What Cherem Points Forward To
There is one more dimension of cherem that the New Testament illuminates, and it connects directly to the broken reader who encounters this passage and wants to know what it means for them.
Paul uses the cherem concept in one of its most striking applications in Romans 9:3, when he says—in what sounds like a shocking statement—“For I could wish that I myself were accursed (anathema, the Greek equivalent of cherem) and cut off from Christ for the sake of my brothers, my kinsmen according to the flesh.” The word anathema in Greek carries the same logic as cherem: given over entirely, placed beyond ordinary use, removed from the common world.
Paul wishes he could be cherem—devoted, given over, cut off from blessing—if it would mean Israel’s salvation. He cannot be. But someone was.
It is important to hold two things together here. Cherem in Joshua was a specific act of judicial judgment in history—God’s sentence on particular peoples for particular sins in a particular moment. Christ’s atoning work is not simply cherem repeated on a larger scale. It is something distinct: a substitutionary bearing of the covenant curse, in which the sinless Son of God stood in the place of sinners and absorbed what divine justice required.

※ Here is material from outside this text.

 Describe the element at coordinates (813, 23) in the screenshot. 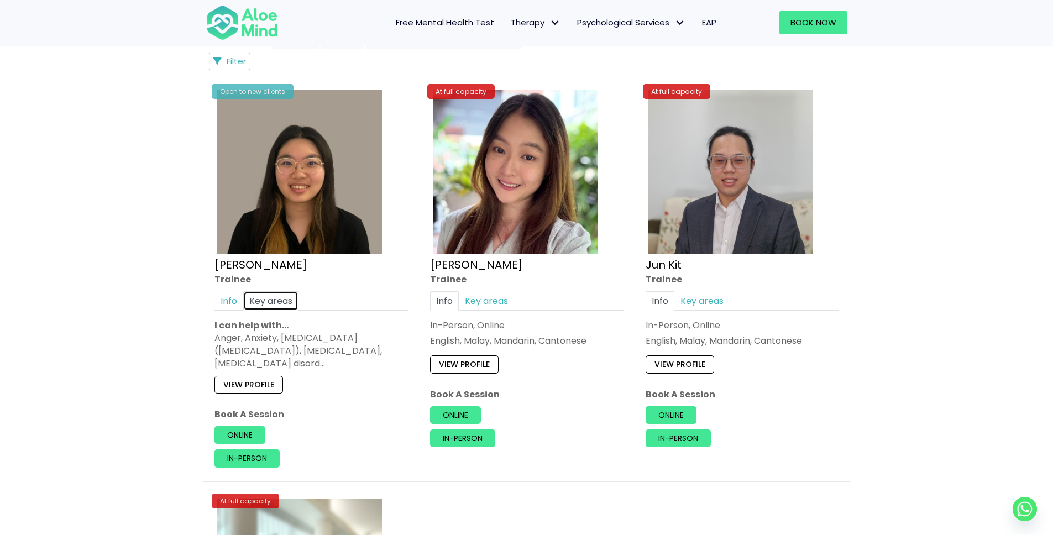

I see `a: Book Now` at that location.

What cherem does is prepare the mind to feel the weight of both. Jesus, in the language of Galatians 3:13, “became a curse for us—for it is written, ‘Cursed is everyone who is hanged on a tree.’” He bore the divine judgment we deserved, carrying the covenant curse in our place so that those who trust Him might receive the blessing He earned. He was vindicated, resurrected, and triumphant—but the path to that triumph ran through the full bearing of what sin requires from a holy God. Cherem helps us feel the seriousness of divine holiness—the absolute incompatibility between what belongs to God and what stands against Him. That seriousness is what makes the cross legible. It is a category that finds its ultimate expression in the cross: Jesus, treated as the sin-bearer under the ultimate ban, absorbed the judgment that would have fallen on the camp of God—so that those who trust Him are not devoted to destruction, but brought near. What cherem foreshadowed, Christ bore in a distinct and saving way. What we deserved, He absorbed.
If the weight of cherem troubles you, that reaction is understandable. Scripture intends us to feel it. The wonder of the gospel is not that judgment is unreal, but that Christ stepped into it for sinners who could never escape it on their own. The pattern of total devotion that runs through Joshua was not incidental to Israel’s story. It was preparation for understanding the cost of what God would do in His Son.
This does not make Jericho less serious. It makes it more.